2. The Twilight Zone. An obvious classic, and the good episodes (there are many) are half hour plays of entertaining freakiness.

3. Three Cases of Murder. I recently watched this at 2am when I couldn’t sleep and was very happily surprised. I love portmanteu horror films (more than one story linked by a main tale – Tales from the Crypt and the Vault of Horror are my personal favourites -) but this ‘un from 1955 is one I’d not heard much about before.

My favourite was the first segment directed by Wendy Toye (yes, a lady in the fifties!). When it begins you prepare yourself for harmless whimsy as Alan Badel observes his own painting with a curator at a gallery, but it quickly descends into something more disturbing.
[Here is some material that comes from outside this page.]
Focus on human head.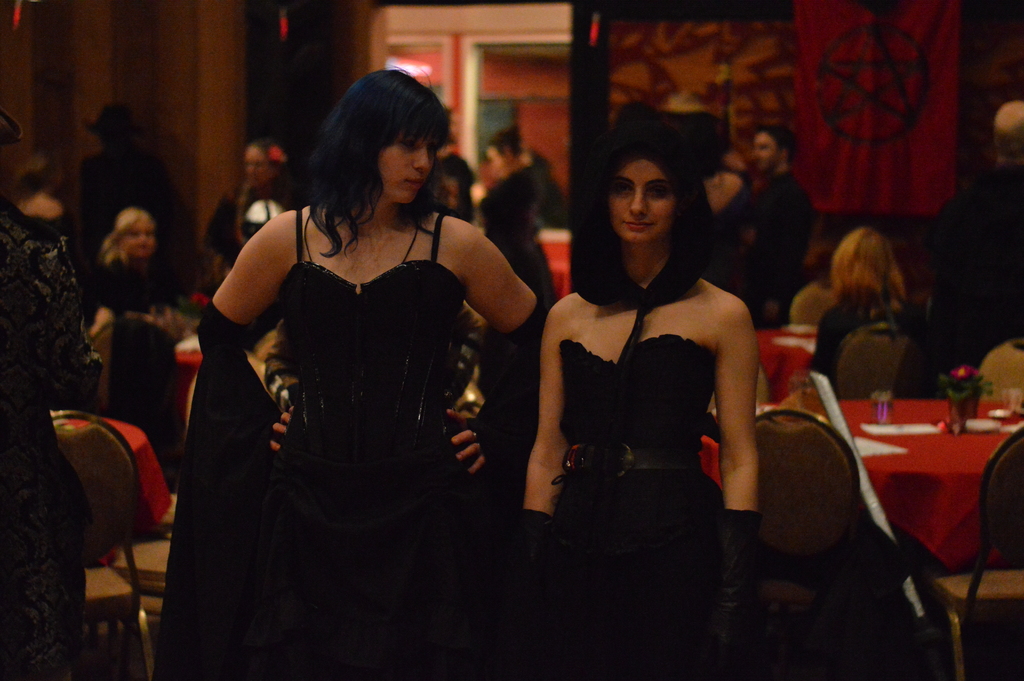
Focused at (x1=994, y1=98, x2=1023, y2=161).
With its skewed camera angles and obsessed characters it was one of the more bonkers things I’d watched that evening. The final segment contains Orson Welles and Alan Badel again (he appears in all three stories) and I actually laughed loudly, though the comedy is, of course, mixed with something a little bit darker.

4. The Unknown. The twenties and thirties made some very peculiar filmic gems, ‘Freaks’ being one example. Another is The Unknown from 1927 by the same writer/director Tod Browning. Joan Crawford (pre ‘wire hangers’) and horror regular Lon Chaney both work in a circus.
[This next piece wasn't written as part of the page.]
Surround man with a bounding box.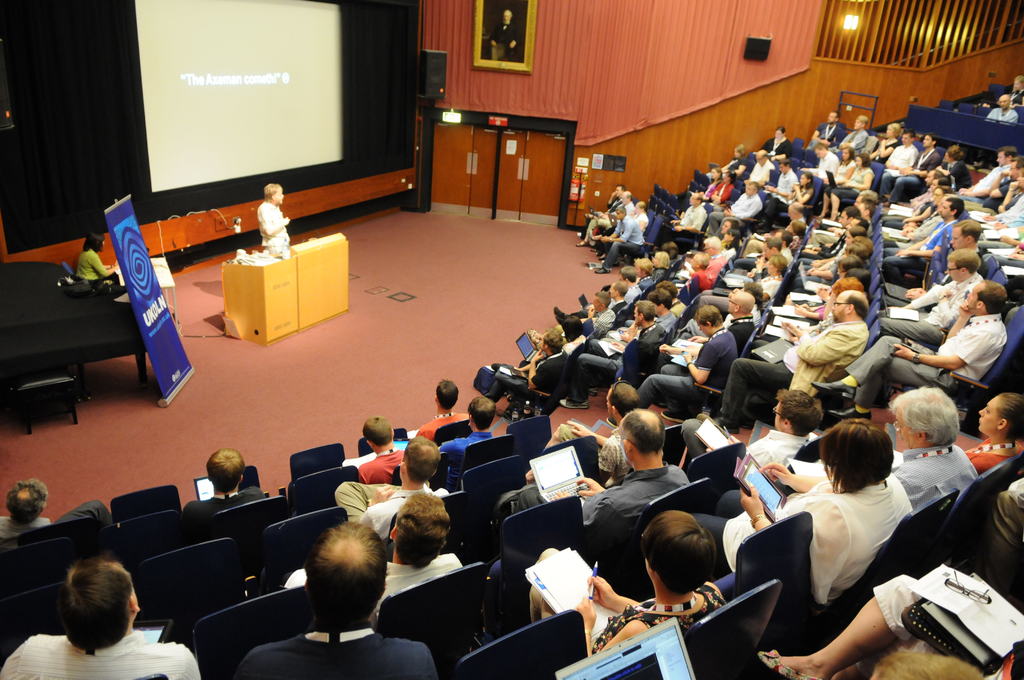
874 129 920 198.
He’s the armless (?) knife thrower and she the beautiful assistant. He loves her, and she has a terrible phobia of men’s hands. Oh, and he’s also a robber and murderer with two thumbs, who really does have hands, and decides to have them removed permanently when one of his victims recognises him. Can he live dementedly ever after with Joan, or will things go horribly wrong?

5. Weird Night. There was a 90s-tastic series of BBC programmes in 94 during a special evening entitled ‘Weird Night.’ At 13 I’d not been exposed to too much of this sort of thing yet and I consumed it eagerly. The schedule ran as such:

1.Fortean Review of the Year
2.Strange Days-Coincidences
3. The last American Freak Show (different to the one mentioned in a previous post)
4.Strange Days-Visions
5.W.S.H
6.Strange Days-Beasts
7. Weird Thoughts

You can watch each of the programmes on this youtube channel (thanks skynet!). Below I’ve included all segments of the final show – Weird Thoughts – in which ‘experts’ debate their opinions on all things weird. Weird weird weird weird (my painkillers just kicked in). As expected, everyone laughs at silly old scientist with his knowledge and that.

6. Eerie Indiana. Another 90s offering which shaped my interests growing up. Watching it as a grown up is better though; not only do you have nostalgia but you notice the horror/sci fi references that appear throughout, thus satiating the geek beast within.

7. Sacred Weeds. The 90s seemed to develop an obsession with the ‘out there’ and odd. If it wasn’t Fortean it was mind bending plants.

This was a truly odd documentary series. One person who had never consumed a certain natural drug (proper drug, not homeopathy) and another who had taken them before joined a team of scientists in a big house to trip balls while being asked questions. I’m serious, it happened. Cue many peculiar scenes of suited men assisting in salvia bong hits and mushroom tea dosage. The plants tested (one per episode) were: Fly Agaric mushroom, Salvia, Henbane and Blue Lilly.

Thats enough for now you greedy little pickles, we shall meet again.